Within the next twenty-four hours, eight thousand men, women, and children in the city of Galveston would lose their lives. The city itself would lose its future. Isaac would suffer an unbearable loss. And he would wonder always if some of the blame did not belong to him. This is the story of Isaac and his time in America, the last turning of the centuries, when the hubris of men led them to believe they could disregard even nature itself.
Galveston was too pretty, too progressive, too prosperous—entirely too hopeful—to be true. Travelers arriving by ship saw the city as a silvery fairy kingdom that might just as suddenly disappear from sight, a very different portrait from that which would present itself in the last few weeks of September 1900, when inbound passengers smelled the pyres of burning corpses a hundred miles out to sea.
Waves form by absorbing energy from the wind. The longer the “fetch,” or the expanse of sea over which the wind can blow without obstruction, the taller a wave gets. The taller it gets, the more efficiently it absorbs additional energy. Generally, its maximum height will equal half the speed of the wind. Thus a wind of 150 miles an hour can produce waves up to 75 feet tall.
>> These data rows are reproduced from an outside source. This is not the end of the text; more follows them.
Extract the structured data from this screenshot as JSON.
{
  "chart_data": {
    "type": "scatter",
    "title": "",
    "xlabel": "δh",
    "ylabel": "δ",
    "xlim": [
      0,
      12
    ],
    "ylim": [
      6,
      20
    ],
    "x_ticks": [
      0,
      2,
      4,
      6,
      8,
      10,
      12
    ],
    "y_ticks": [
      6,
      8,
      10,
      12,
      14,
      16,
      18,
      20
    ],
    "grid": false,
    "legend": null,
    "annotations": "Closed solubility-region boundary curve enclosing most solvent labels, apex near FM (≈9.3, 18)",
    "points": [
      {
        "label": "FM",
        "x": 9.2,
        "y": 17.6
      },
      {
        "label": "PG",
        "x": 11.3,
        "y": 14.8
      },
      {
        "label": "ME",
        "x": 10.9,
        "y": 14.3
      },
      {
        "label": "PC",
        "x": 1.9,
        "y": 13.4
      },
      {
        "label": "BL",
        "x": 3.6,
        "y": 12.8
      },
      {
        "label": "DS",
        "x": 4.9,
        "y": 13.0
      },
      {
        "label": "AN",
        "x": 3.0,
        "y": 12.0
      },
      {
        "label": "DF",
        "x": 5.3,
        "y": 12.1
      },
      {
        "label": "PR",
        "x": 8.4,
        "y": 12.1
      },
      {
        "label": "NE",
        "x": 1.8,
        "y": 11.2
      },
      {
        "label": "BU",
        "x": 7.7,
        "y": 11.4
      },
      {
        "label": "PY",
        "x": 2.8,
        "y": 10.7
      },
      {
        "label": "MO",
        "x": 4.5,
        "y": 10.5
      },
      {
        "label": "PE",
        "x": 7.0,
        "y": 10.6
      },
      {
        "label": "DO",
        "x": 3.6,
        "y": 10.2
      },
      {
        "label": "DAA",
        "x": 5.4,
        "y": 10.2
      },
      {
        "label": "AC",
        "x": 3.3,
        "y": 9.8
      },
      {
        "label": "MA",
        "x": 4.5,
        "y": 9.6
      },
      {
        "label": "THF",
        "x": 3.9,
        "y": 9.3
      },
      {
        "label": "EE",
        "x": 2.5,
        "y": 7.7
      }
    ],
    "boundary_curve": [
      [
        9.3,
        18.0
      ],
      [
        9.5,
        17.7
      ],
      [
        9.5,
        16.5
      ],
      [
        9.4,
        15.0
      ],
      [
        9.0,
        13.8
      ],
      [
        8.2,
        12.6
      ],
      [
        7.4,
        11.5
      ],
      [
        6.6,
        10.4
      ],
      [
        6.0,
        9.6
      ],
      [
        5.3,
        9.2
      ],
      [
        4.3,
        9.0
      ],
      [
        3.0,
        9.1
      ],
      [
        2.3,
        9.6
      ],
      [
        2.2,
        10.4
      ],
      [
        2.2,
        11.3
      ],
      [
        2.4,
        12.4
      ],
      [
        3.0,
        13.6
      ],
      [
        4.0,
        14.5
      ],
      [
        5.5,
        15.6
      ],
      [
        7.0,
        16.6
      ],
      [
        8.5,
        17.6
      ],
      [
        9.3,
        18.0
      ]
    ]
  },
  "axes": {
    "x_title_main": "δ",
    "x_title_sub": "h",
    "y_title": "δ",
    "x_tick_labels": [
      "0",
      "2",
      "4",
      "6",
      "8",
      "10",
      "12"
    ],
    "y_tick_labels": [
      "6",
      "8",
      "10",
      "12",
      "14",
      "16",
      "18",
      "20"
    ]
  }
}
These were hard days for Isaac. He believed in work and in filling his day to the limit with productive effort, but in so doing, he had put love and family in a box that he had allowed himself to open only rarely. A mistake, he saw now. He had lost his wife and nearly lost a daughter. How completely Cora had held his world together now became apparent to him. His children needed food, warmth, a dry place, and most of all they needed him. As the city had fallen, so had the neat compartments of his life.
There were dreams. Isaac fell asleep easily each night and dreamed of happy times, only to wake to gloom and grief. He dreamed that he had saved her. He dreamed of the lost baby. “A dream,” Freud wrote, in 1900, in his Interpretation of Dreams, “is the fulfillment of a wish.”
Always in the past he had been able to separate himself from the meteorological events he described. Hot winds. Paralyzed fish. He was the observer looking upon these phenomena through glass. But this storm had dragged him to its heart and changed his life forever. As he sat down opposite his typewriter, human ash dusted each fresh sheet of paper.
Isaac struggled also with how to tell the story in a dispassionate, scientific way, and bleach it of his personal experience. He found this impossible. This was his storm. What he knew of it came from living through it.
But there was no other way to tell the story. Isaac sent it to Moore with a cover letter in which he wrote, “My personal experience was so interwoven with the progress of the storm that it appears that I should include it in the report. If it should not be embodied in the report please omit that portion.